To put it another way, your maximum possible chance to hit is determined exclusively by your gunnery stat. For example, if you have a gunnery skill of 6, then you will never see an overall chance to hit that’s above 90%, no matter how many bonuses you stack. All other accuracy bonuses can be used to offset penalties but will not increase your hit chance above your max.

On the other hand, if your shot modifier is positive, then that gives you a penalty to hit, with a bigger shot modifier equating to a bigger penalty. To be specific, 1-10 points of shot modifier give 5% reduced chance to hit per point, with each point of shot modifier beyond 10 giving a 2.5% reduced chance to hit per point.

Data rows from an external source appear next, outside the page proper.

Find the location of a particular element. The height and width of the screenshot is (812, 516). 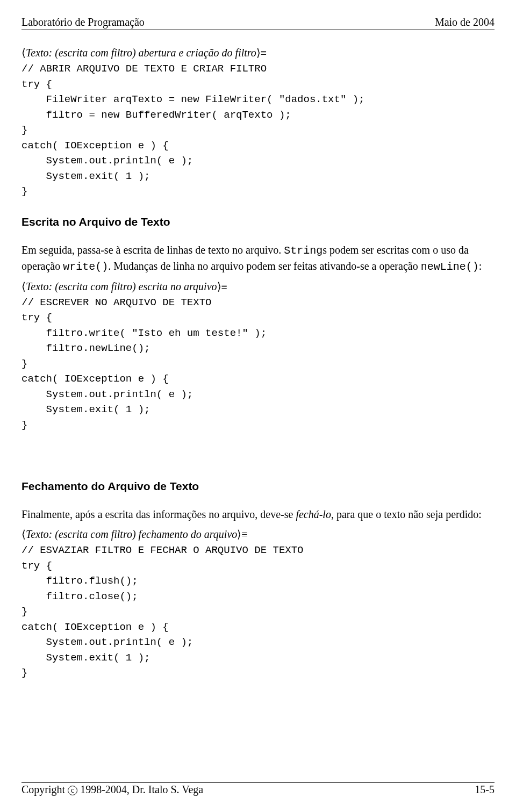

section3-label-text: Texto: (escrita com filtro) fechamento d… is located at coordinates (134, 534).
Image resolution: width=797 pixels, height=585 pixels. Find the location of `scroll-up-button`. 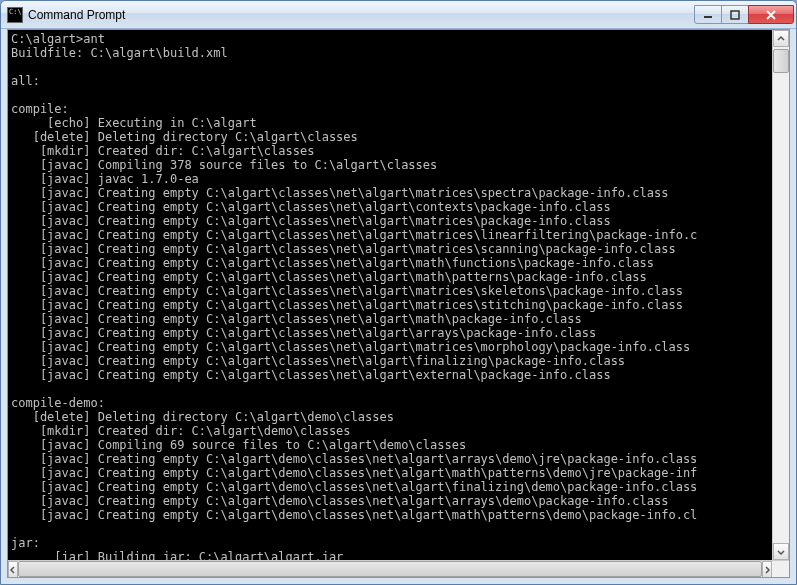

scroll-up-button is located at coordinates (781, 38).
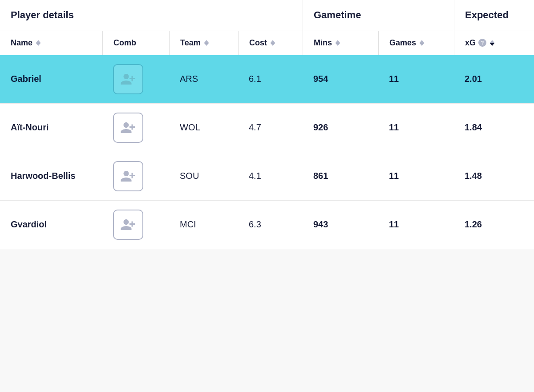 The height and width of the screenshot is (392, 534). Describe the element at coordinates (271, 224) in the screenshot. I see `cell-cost-3: 6.3` at that location.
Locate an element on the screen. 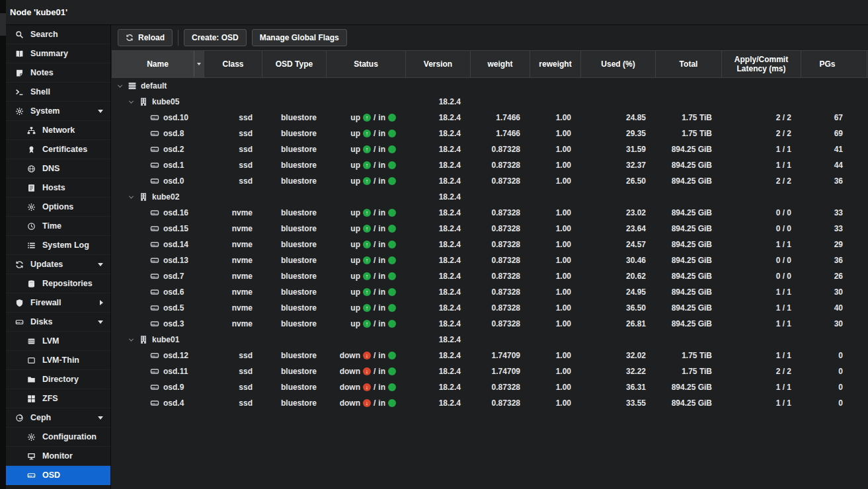 Image resolution: width=868 pixels, height=489 pixels. column-header-used: Used (%) is located at coordinates (619, 64).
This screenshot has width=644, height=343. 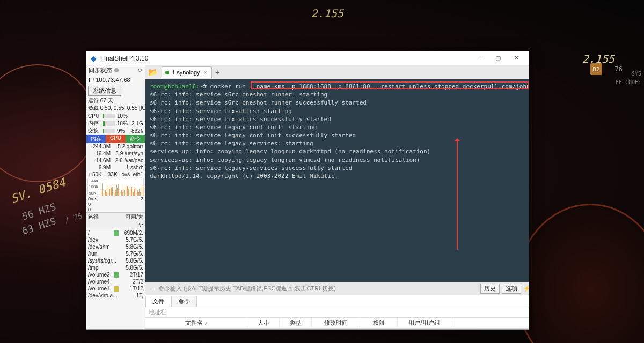 I want to click on terminal-line: darkhttpd/1.14, copyright (c) 2003-2022 …, so click(x=339, y=176).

As examples: a shot modifier of +6 reduces your hit chance by 30%, a shot modifier of +10 does so by 50% and a shot modifier of +14 does so by 60% (10×5 + 4×2.5).

Tactical Considerations

This is not a full tactical guide, but just a brief overview of some of the consequences of the accuracy mechanics, especially the non-intuitive ones.

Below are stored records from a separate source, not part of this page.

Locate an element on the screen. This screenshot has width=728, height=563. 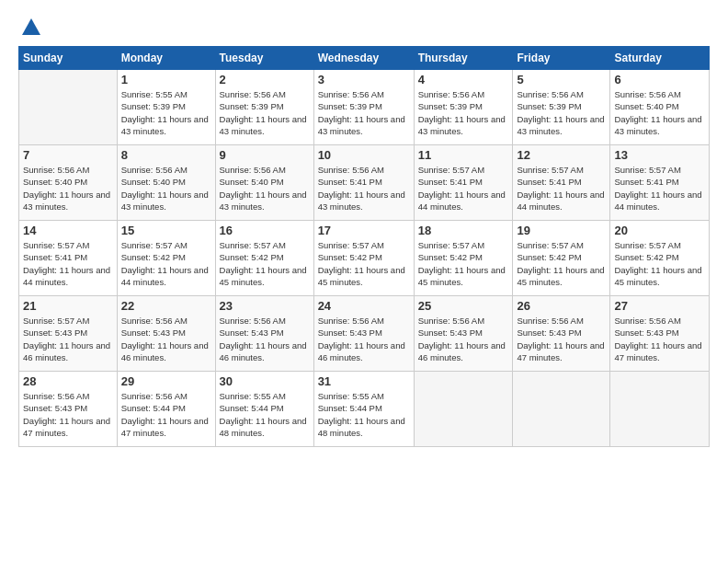
day-number: 10 is located at coordinates (364, 155).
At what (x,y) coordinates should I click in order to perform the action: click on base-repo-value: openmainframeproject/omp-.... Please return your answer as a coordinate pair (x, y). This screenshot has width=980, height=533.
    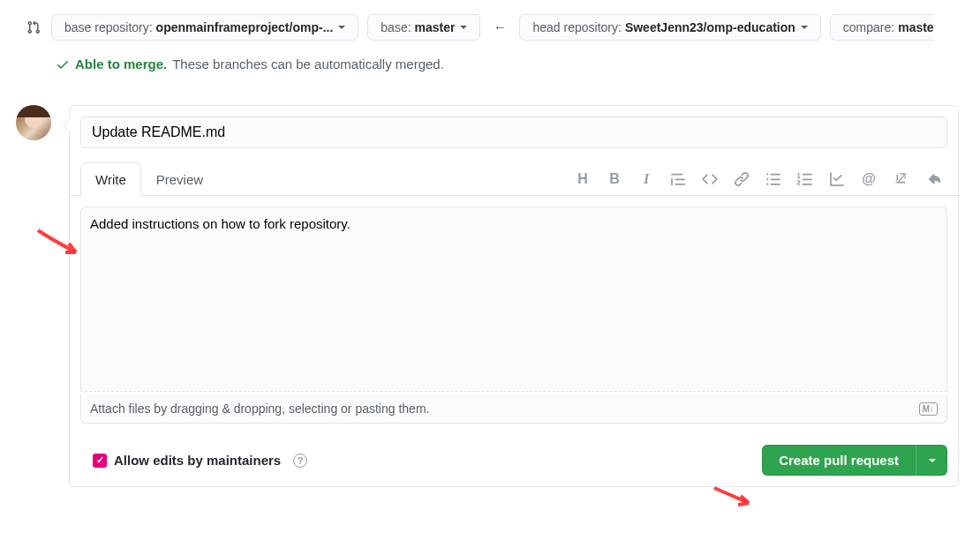
    Looking at the image, I should click on (245, 27).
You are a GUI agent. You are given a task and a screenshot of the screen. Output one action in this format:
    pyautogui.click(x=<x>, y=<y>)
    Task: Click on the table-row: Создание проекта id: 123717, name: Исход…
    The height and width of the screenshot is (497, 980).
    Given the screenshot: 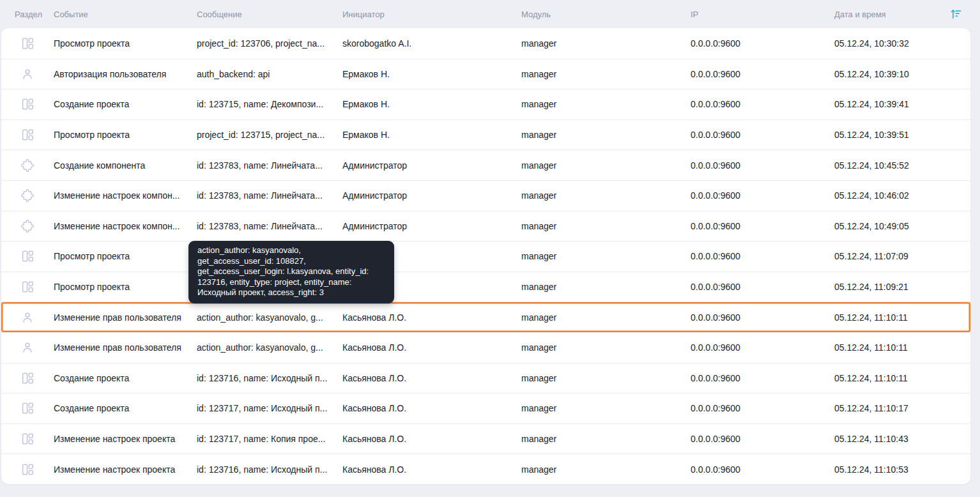 What is the action you would take?
    pyautogui.click(x=486, y=408)
    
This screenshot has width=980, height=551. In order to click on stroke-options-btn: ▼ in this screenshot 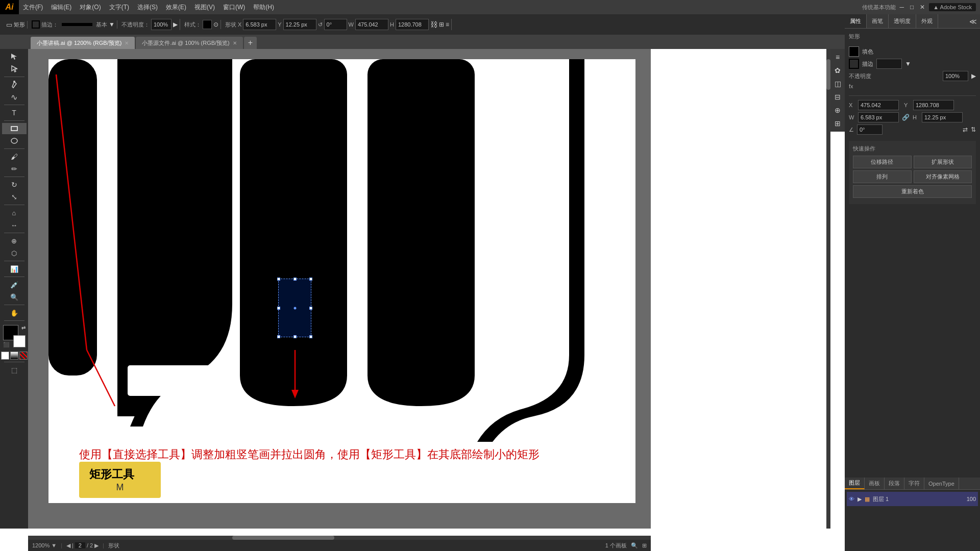, I will do `click(908, 64)`.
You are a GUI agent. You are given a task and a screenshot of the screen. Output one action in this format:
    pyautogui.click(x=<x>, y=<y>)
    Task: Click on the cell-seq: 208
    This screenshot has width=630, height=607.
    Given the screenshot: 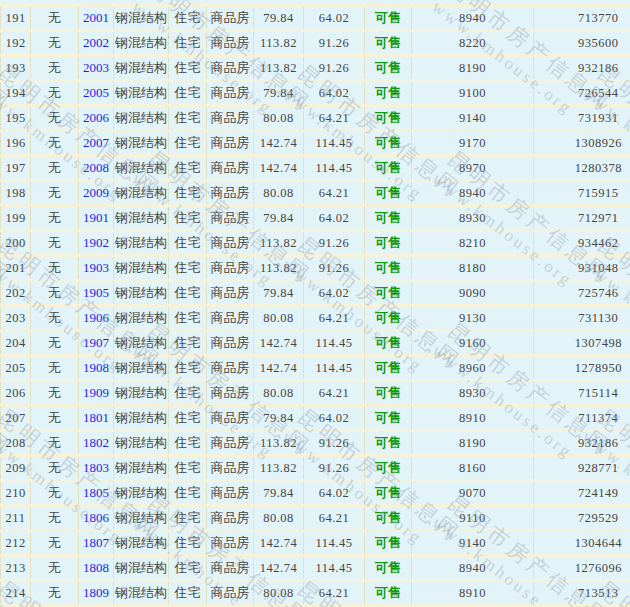 What is the action you would take?
    pyautogui.click(x=16, y=444)
    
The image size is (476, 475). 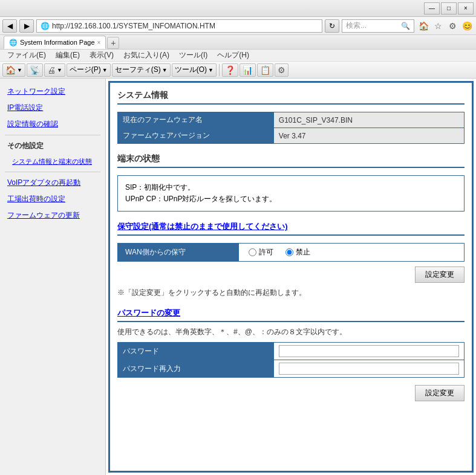 I want to click on sidebar-item-ip-phone: IP電話設定, so click(x=53, y=108).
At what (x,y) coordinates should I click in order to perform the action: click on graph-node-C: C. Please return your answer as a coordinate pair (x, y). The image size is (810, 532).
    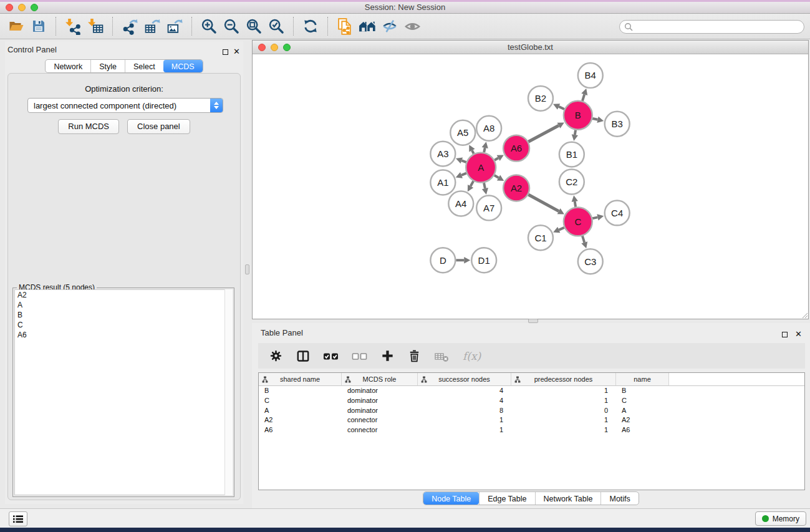
    Looking at the image, I should click on (578, 221).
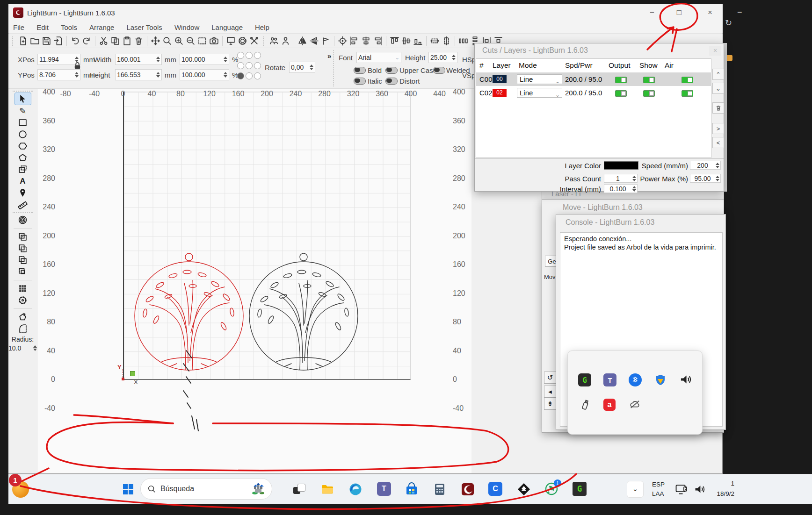  What do you see at coordinates (299, 489) in the screenshot?
I see `task-view-button` at bounding box center [299, 489].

  • Gunnery stat is the single most valuable accuracy boost because it always applies. Regardless of the circumstance, having a higher gunnery stat always makes you more likely to hit. All other accuracy bonuses are situational, and can only serve to counteract penalties. 
  • Be careful of stacking accuracy boosts. Having an effective shot modifier of -10 gives no benefit at all over a shot modifier of 0, so make sure it’s really worth before investing in any other bonus. 
  • When trying to evade enemy fire, making the shot just a little bit more difficult will sometimes have no effect. For example: you are facing an enemy mech which has an arm-mounted PPC. That’s -1 shot modifier from being arm-mounted and another -1 from being an energy weapon. Then you run far enough to gain 1 pip of evasion, which gives +2 shot modifier. This gives a total of 0, which is no improvement on the -2 you would have anyway. In this situation you’d have been better just getting yourself into a better position and ignoring the evasion. 
  • At the same time, there are diminishing returns on adding too much evasion. If a shot is already very difficult, adding more shot modifier only has half the effect it otherwise would. Whether this is worth it depends heavily on the situation, but it is something worth considering.

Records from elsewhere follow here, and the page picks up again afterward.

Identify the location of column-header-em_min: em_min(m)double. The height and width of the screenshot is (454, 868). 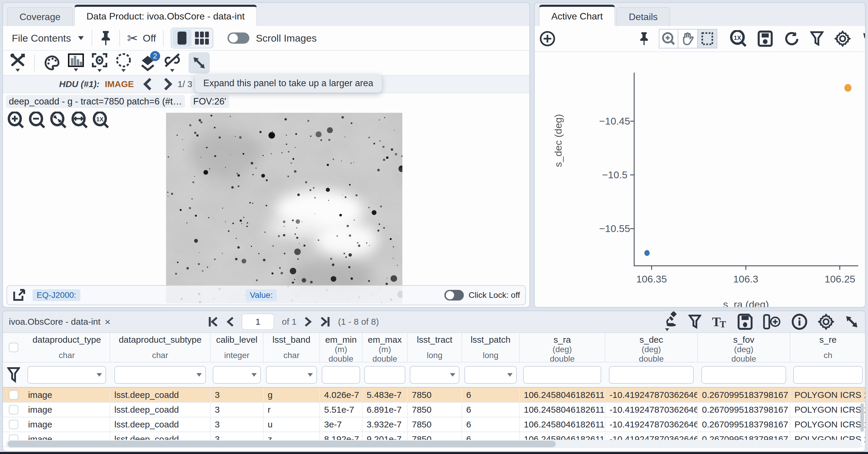
(341, 348).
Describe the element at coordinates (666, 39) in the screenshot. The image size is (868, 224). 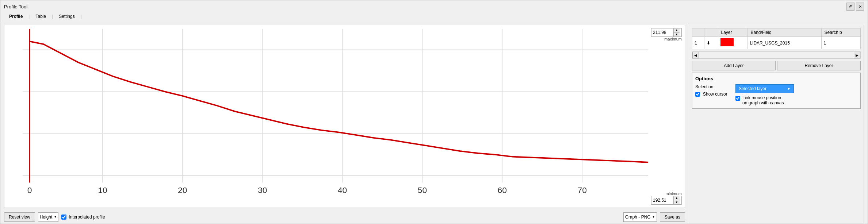
I see `max-label: maximum` at that location.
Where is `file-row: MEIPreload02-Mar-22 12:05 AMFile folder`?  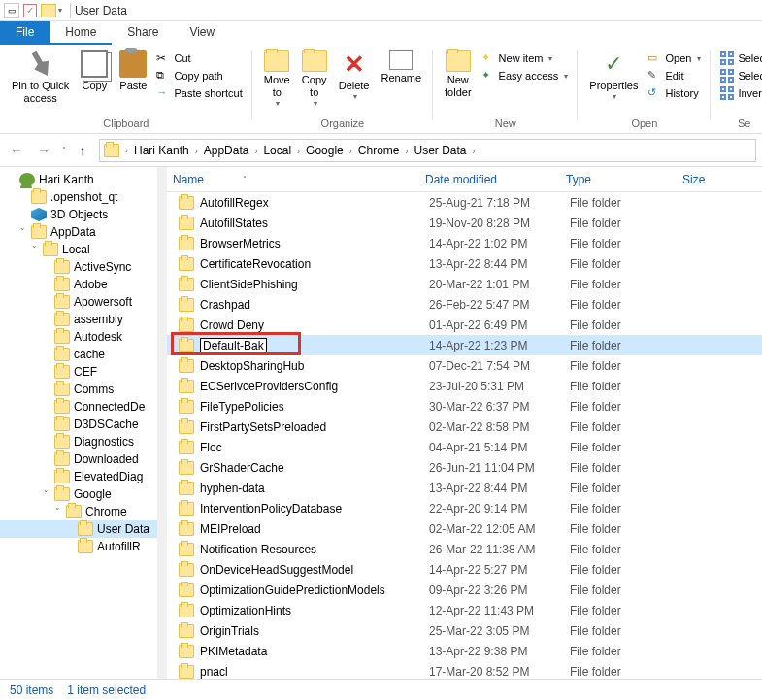 file-row: MEIPreload02-Mar-22 12:05 AMFile folder is located at coordinates (464, 528).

Disclaimers, Caveats and Anomalies

All the information in this guide was gained purely by playing the game, paying attention to all the different numbers and trying to make sense of them. I haven’t actually checked the code and I absolutely don’t have access to any privileged information. I am a fallible human being capable of making mistakes, and would welcome any (polite) corrections or additions.

I have also not attempted to verify that the percentage hit chances given by the game are accurate. I am assuming that if the game says 80% then that actually means 80%. If anyone actually wants to run a statistically significant test of this then I’d love to see the results, but I’ve no interest in trying that myself.

However, one thing of note is that the game only ever reports accuracy to the nearest 5%, which makes it harder to be sure about some things. Does the gunnery skill actually add 2.5% chance to hit every level as it claims, or does it add 5% every second level? Who knows? With the game only reporting accuracy in 5% intervals, it isn’t obvious.

Finally, sometimes, the numbers just don’t make sense. I have had shots (images below) with the same mech, pilot, weapon and shot modifier on the same turn have different % chance to hit, so there is obviously something else going on inside the game, though I don’t know what. Possibly it’s a hidden range modifier? Maybe a hidden luck modifier? I don’t know. What I can say is that I have never seen the numbers deviate by more than 5% from the predicted value.

BATTLETECH - Understanding Hit Percentages and Accuracy
BATTLETECH - Understanding Hit Percentages and Accuracy

Volodymyr Azimoff
About Volodymyr Azimoff 13955 Articles
I love games and I live games. Video games are my passion, my hobby and my job. My experience with games started back in 1994 with the Metal Mutant game on ZX Spectrum computer. And since then, I’ve been playing on anything from consoles, to mobile devices. My first official job in the game industry started back in 2005, and I'm still doing what I love to do.